Classroom lesson · Cotopaxi Volcano · 🇪🇨 Ecuador

Cotopaxi Volcano

One of the world's highest active volcanoes, capped with gleaming snow

Photo · Wikimedia Commons

What is it?

Cotopaxi is a huge volcano in Ecuador, standing 5,897 metres tall — nearly six kilometres high! It has a perfect cone shape, like a giant ice cream that someone has sprinkled with snow. It is one of the highest active volcanoes in the world, which means it can still rumble and send out ash and steam from time to time.

Tell me more

Cotopaxi sits in the Andes mountain range, which runs all the way down the left side of South America like a giant spine. The mountain is so tall that even though it sits almost exactly on the Equator — one of the hottest imaginary lines on Earth — the top is covered in a permanent ice cap and glaciers.

On a clear day, Cotopaxi can be seen from Ecuador's capital city, Quito. Locals call it 'the sentinel of Quito' because it seems to watch over the city from a distance. Its shape is so perfectly pointed that it looks almost like something from a drawing.

The slopes of Cotopaxi are home to wild horses, Andean foxes and deer that graze among the grasslands called páramo. Páramo is a special high-altitude ecosystem found only in the Andes — it is always cool and misty, and the plants there are very tough to survive the thin air and cold nights.

Hikers and climbers from all over the world travel to Cotopaxi. Some try to reach the summit, which requires special equipment because the air near the top has much less oxygen than at sea level. Just standing at the base and looking up at the snowy cone is an unforgettable sight.

In the classroom

Walk your class through this in 15 minutes.

Talk together

Discussion prompts

  1. 01How can a volcano near the Equator still have snow on top? What does that tell you about height and temperature?
  2. 02Would you feel scared or excited standing at the base of an active volcano? What questions would you want to ask a scientist studying it?
  3. 03The páramo grassland is a very special ecosystem. What do you think makes a place 'special' for nature?
Try this

Classroom activity

Build a model volcano using clay or papier-mâché. Label these four parts: crater (the opening at the top), cone (the sloping sides), base (the bottom), and snow cap. Then write three sentences describing what the air, temperature and plants might be like at the very top compared with the bottom.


WORK TASK:
Give back all of the data exactly. Leave nothing out.

(Figure dataset records)
•••••

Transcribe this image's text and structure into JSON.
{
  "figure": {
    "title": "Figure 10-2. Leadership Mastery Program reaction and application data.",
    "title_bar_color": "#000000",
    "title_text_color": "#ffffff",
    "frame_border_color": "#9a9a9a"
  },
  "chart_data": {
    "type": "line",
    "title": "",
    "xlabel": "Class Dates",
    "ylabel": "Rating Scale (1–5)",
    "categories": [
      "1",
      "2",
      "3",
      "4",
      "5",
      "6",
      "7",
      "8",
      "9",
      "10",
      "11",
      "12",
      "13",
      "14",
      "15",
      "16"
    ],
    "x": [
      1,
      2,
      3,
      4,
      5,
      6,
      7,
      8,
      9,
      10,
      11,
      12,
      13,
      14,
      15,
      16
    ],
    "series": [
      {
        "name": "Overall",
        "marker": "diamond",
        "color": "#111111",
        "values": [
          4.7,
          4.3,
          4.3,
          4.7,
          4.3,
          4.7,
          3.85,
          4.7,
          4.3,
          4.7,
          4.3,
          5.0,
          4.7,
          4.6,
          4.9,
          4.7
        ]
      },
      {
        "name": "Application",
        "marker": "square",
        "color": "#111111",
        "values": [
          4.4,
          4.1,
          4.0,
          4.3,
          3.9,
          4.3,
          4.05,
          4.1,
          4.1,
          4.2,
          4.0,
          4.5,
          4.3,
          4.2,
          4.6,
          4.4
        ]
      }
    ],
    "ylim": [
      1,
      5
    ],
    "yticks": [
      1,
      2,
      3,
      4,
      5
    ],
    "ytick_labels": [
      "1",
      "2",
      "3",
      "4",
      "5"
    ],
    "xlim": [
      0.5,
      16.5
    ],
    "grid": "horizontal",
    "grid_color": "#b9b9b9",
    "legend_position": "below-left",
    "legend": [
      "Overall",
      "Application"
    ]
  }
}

•••••

SOLUTION FOR THIS EXERCISE:
Transcribe this image's text and structure into JSON.
{
  "figure": {
    "title": "Figure 10-2. Leadership Mastery Program reaction and application data.",
    "title_bar_color": "#000000",
    "title_text_color": "#ffffff",
    "frame_border_color": "#9a9a9a"
  },
  "chart_data": {
    "type": "line",
    "title": "",
    "xlabel": "Class Dates",
    "ylabel": "Rating Scale (1–5)",
    "categories": [
      "1",
      "2",
      "3",
      "4",
      "5",
      "6",
      "7",
      "8",
      "9",
      "10",
      "11",
      "12",
      "13",
      "14",
      "15",
      "16"
    ],
    "x": [
      1,
      2,
      3,
      4,
      5,
      6,
      7,
      8,
      9,
      10,
      11,
      12,
      13,
      14,
      15,
      16
    ],
    "series": [
      {
        "name": "Overall",
        "marker": "diamond",
        "color": "#111111",
        "values": [
          4.7,
          4.3,
          4.3,
          4.7,
          4.3,
          4.7,
          3.85,
          4.7,
          4.3,
          4.7,
          4.3,
          5.0,
          4.7,
          4.6,
          4.9,
          4.7
        ]
      },
      {
        "name": "Application",
        "marker": "square",
        "color": "#111111",
        "values": [
          4.4,
          4.1,
          4.0,
          4.3,
          3.9,
          4.3,
          4.05,
          4.1,
          4.1,
          4.2,
          4.0,
          4.5,
          4.3,
          4.2,
          4.6,
          4.4
        ]
      }
    ],
    "ylim": [
      1,
      5
    ],
    "yticks": [
      1,
      2,
      3,
      4,
      5
    ],
    "ytick_labels": [
      "1",
      "2",
      "3",
      "4",
      "5"
    ],
    "xlim": [
      0.5,
      16.5
    ],
    "grid": "horizontal",
    "grid_color": "#b9b9b9",
    "legend_position": "below-left",
    "legend": [
      "Overall",
      "Application"
    ]
  }
}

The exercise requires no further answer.